Friends of Sean Bell Recount Night of Shooting
This article is from the archive of The New York Sun before the launch of its new website in 2022. The Sun has neither altered nor updated such articles but will seek to correct any errors, mis-categorizations or other problems introduced during transfer.

Friends of Sean Bell who stuck around to the end of his bachelor party were on hand to witness his death. Yesterday, two of those friends testified at the Queens trial of the three detectives charged in the 2006 shooting that killed Bell on the morning of what would have been his wedding day.
The first friend, Hugh Jensen, 31, described standing outside the strip club, Club Kalua, in the Jamaica section of Queens and trying to get the phone number of a woman he had met inside.
Deep in conversation with the woman, Jensen said he didn’t pay much attention to what was going on nearby. He said he didn’t hear the words of an argument that brewed quickly between Bell, 23, and a man standing at the curb next to an SUV. The man was earlier identified by lawyers as Fabio Ciocou. He was waiting to pick up his girlfriend, a dancer at the club. Jensen said he did notice one thing: Mr. Ciocou had his hand in his jacket.
“Of course, I thought he had a gun,” Jensen, a locksmith by profession, testified. In Jensen’s telling, Bell, who was unarmed, did not seemed worried. Bell turned around and flashed a “sarcastic grin in my direction,” Jensen said. Defense lawyers are likely to focus on this argument between Bell and Mr. Ciocou in the coming weeks. They are likely to try to show that the three detectives now charged with crimes — Michael Oliver, Gescard Isnora, and Marc Cooper — believed Bell or his friends were armed when the detectives tried to arrest them minutes later.
Jensen was about a minute behind Bell in leaving Club Kalua for the nearby street on which he and Bell had parked. Before turning the corner, Jensen heard what sounded like shots fired from “two or three guns.” When he turned the corner, Jensen testified that he saw Bell’s head leaning to the side in the driver’s seat. He testified that two men — whom he made for undercover detectives — waved their guns in his direction and told him to leave the block.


WORK INSTRUCTIONS: With no word left out, write out the entire listing.

DATASET RECORDS:
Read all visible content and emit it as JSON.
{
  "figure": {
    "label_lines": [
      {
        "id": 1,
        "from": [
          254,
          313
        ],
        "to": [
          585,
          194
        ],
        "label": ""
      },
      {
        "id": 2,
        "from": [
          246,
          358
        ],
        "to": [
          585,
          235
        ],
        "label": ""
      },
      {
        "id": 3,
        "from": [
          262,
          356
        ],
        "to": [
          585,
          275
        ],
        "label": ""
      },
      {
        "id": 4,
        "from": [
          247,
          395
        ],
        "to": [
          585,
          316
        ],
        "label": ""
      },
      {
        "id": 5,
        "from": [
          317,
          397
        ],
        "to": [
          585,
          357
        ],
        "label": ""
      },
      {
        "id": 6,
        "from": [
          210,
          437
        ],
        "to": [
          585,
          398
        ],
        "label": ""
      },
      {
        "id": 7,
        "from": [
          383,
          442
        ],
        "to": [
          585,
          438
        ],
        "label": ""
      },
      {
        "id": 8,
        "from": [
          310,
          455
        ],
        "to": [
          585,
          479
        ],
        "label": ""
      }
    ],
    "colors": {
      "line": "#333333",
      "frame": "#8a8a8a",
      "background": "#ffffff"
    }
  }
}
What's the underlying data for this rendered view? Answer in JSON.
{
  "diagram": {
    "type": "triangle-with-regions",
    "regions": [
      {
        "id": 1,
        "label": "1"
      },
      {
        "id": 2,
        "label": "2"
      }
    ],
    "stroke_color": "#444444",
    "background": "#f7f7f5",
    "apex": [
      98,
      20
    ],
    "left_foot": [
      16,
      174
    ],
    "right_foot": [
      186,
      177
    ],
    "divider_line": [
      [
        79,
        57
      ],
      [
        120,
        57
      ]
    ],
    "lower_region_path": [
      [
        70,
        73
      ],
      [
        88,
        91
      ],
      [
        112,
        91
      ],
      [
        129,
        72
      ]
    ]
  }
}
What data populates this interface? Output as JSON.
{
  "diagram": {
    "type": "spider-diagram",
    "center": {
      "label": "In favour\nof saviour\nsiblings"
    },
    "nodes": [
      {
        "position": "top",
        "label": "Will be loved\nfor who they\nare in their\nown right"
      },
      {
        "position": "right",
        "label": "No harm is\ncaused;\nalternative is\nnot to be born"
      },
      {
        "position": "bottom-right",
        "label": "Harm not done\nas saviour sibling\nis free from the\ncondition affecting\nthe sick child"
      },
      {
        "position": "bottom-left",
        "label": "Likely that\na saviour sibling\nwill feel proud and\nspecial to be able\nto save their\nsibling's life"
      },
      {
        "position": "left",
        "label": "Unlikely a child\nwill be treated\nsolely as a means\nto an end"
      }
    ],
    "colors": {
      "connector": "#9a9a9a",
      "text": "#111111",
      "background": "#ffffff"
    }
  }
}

ANSWER:
Read all visible content and emit it as JSON.
{
  "figure": {
    "label_lines": [
      {
        "id": 1,
        "from": [
          254,
          313
        ],
        "to": [
          585,
          194
        ],
        "label": ""
      },
      {
        "id": 2,
        "from": [
          246,
          358
        ],
        "to": [
          585,
          235
        ],
        "label": ""
      },
      {
        "id": 3,
        "from": [
          262,
          356
        ],
        "to": [
          585,
          275
        ],
        "label": ""
      },
      {
        "id": 4,
        "from": [
          247,
          395
        ],
        "to": [
          585,
          316
        ],
        "label": ""
      },
      {
        "id": 5,
        "from": [
          317,
          397
        ],
        "to": [
          585,
          357
        ],
        "label": ""
      },
      {
        "id": 6,
        "from": [
          210,
          437
        ],
        "to": [
          585,
          398
        ],
        "label": ""
      },
      {
        "id": 7,
        "from": [
          383,
          442
        ],
        "to": [
          585,
          438
        ],
        "label": ""
      },
      {
        "id": 8,
        "from": [
          310,
          455
        ],
        "to": [
          585,
          479
        ],
        "label": ""
      }
    ],
    "colors": {
      "line": "#333333",
      "frame": "#8a8a8a",
      "background": "#ffffff"
    }
  }
}
What's the underlying data for this rendered view? Answer in JSON.
{
  "diagram": {
    "type": "triangle-with-regions",
    "regions": [
      {
        "id": 1,
        "label": "1"
      },
      {
        "id": 2,
        "label": "2"
      }
    ],
    "stroke_color": "#444444",
    "background": "#f7f7f5",
    "apex": [
      98,
      20
    ],
    "left_foot": [
      16,
      174
    ],
    "right_foot": [
      186,
      177
    ],
    "divider_line": [
      [
        79,
        57
      ],
      [
        120,
        57
      ]
    ],
    "lower_region_path": [
      [
        70,
        73
      ],
      [
        88,
        91
      ],
      [
        112,
        91
      ],
      [
        129,
        72
      ]
    ]
  }
}
What data populates this interface? Output as JSON.
{
  "diagram": {
    "type": "spider-diagram",
    "center": {
      "label": "In favour\nof saviour\nsiblings"
    },
    "nodes": [
      {
        "position": "top",
        "label": "Will be loved\nfor who they\nare in their\nown right"
      },
      {
        "position": "right",
        "label": "No harm is\ncaused;\nalternative is\nnot to be born"
      },
      {
        "position": "bottom-right",
        "label": "Harm not done\nas saviour sibling\nis free from the\ncondition affecting\nthe sick child"
      },
      {
        "position": "bottom-left",
        "label": "Likely that\na saviour sibling\nwill feel proud and\nspecial to be able\nto save their\nsibling's life"
      },
      {
        "position": "left",
        "label": "Unlikely a child\nwill be treated\nsolely as a means\nto an end"
      }
    ],
    "colors": {
      "connector": "#9a9a9a",
      "text": "#111111",
      "background": "#ffffff"
    }
  }
}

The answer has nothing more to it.